Matt Damon says that the platform asked them to “move some of the action to the beginning of the film to prevent viewers from immediately changing channels.” A requirement that “disrupts the classic three-act structure”, but above all another, even more disturbing: “repeat the plot three or four times in the dialogue, because people are on their phones while they watch.” This confirms the “persistent rumors about instructions with obvious dramatic consequences”regrets South German newspaper.

“Algorithms are not creative”

On YouTube, TikTok or Reddit, continues the investigator, Internet users wonder about dialogues judged “absurd” in the last season of Stranger ThingsOr “the characters explain their thoughts, intentions, and motivations to each other.” The article also cites Back in ActionNetflix production with Cameron Diaz and Jamie Foxx, where each action is verbally doubled. “The trend is clearly towards radio soap operas”quips the German newspaper.

According to several screenwriters interviewed anonymously, this simplification would be largely dictated by data analysis and AI tools. A screenwriter recounts having received precise instructions: “a certain number of jokes at a certain frequency”validated not by humans but by the algorithm. Result: producers “don’t like it, I don’t like it, but the algorithm does”she laments.
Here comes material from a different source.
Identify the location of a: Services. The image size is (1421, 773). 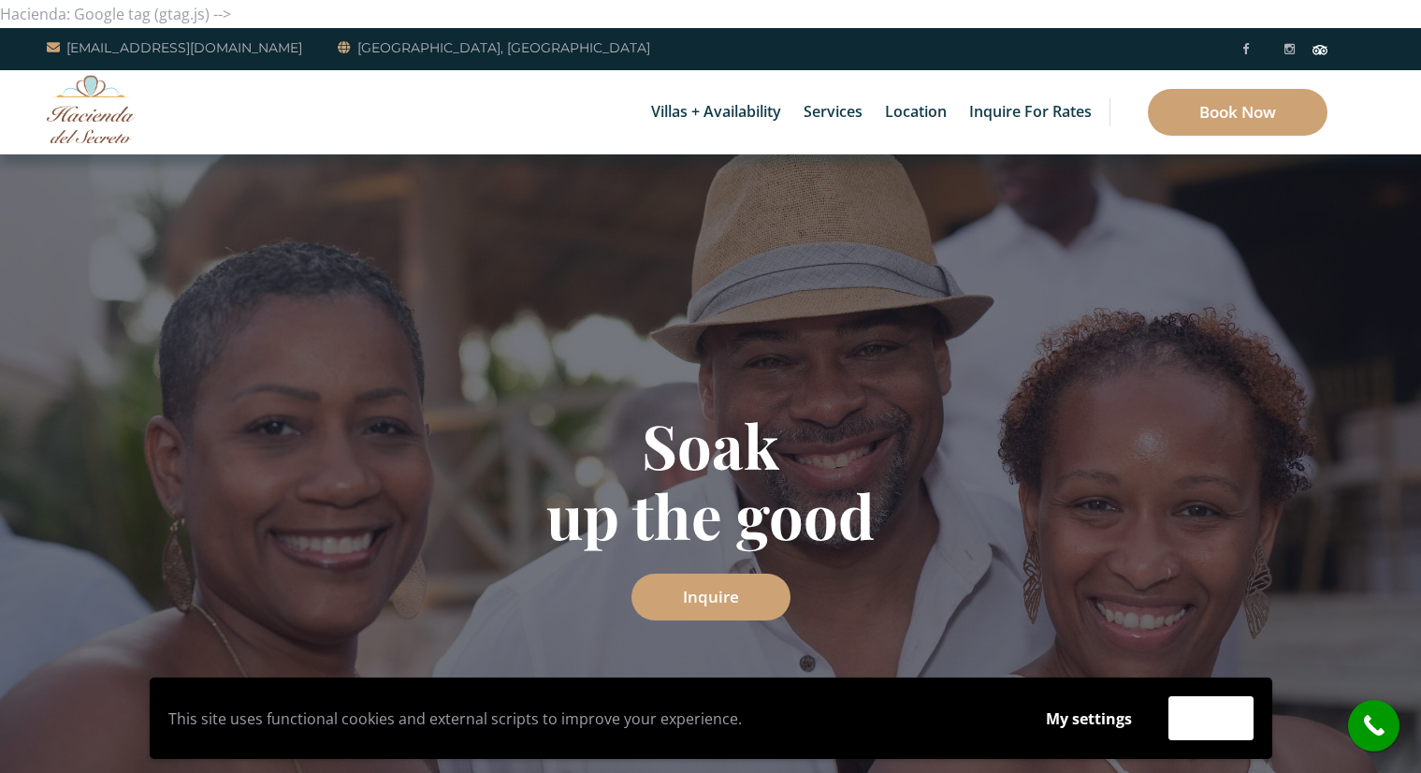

At a producers’ summit organized in 2024 near Berlin, at which only the South German newspaper had access, the message was clear: “the best scenes should be in the pilot episode as early as possible”the rhythm must remain “always supported”et “something must happen every two or three minutes”.

The conclusion of the article is bitter. Behind the promise of “cheeseburger gourmet”, A standardization machine is emerging. “Algorithms are not creative”slices the newspaper. “They’re looking for the lowest common denominator.” Through optimization, the differences disappear. And the South German newspaper to ask a scathing question, taken from an outing by Thierry Frémaux at Cannes in 2021: which filmmakers have the platforms really revealed? “Name one.”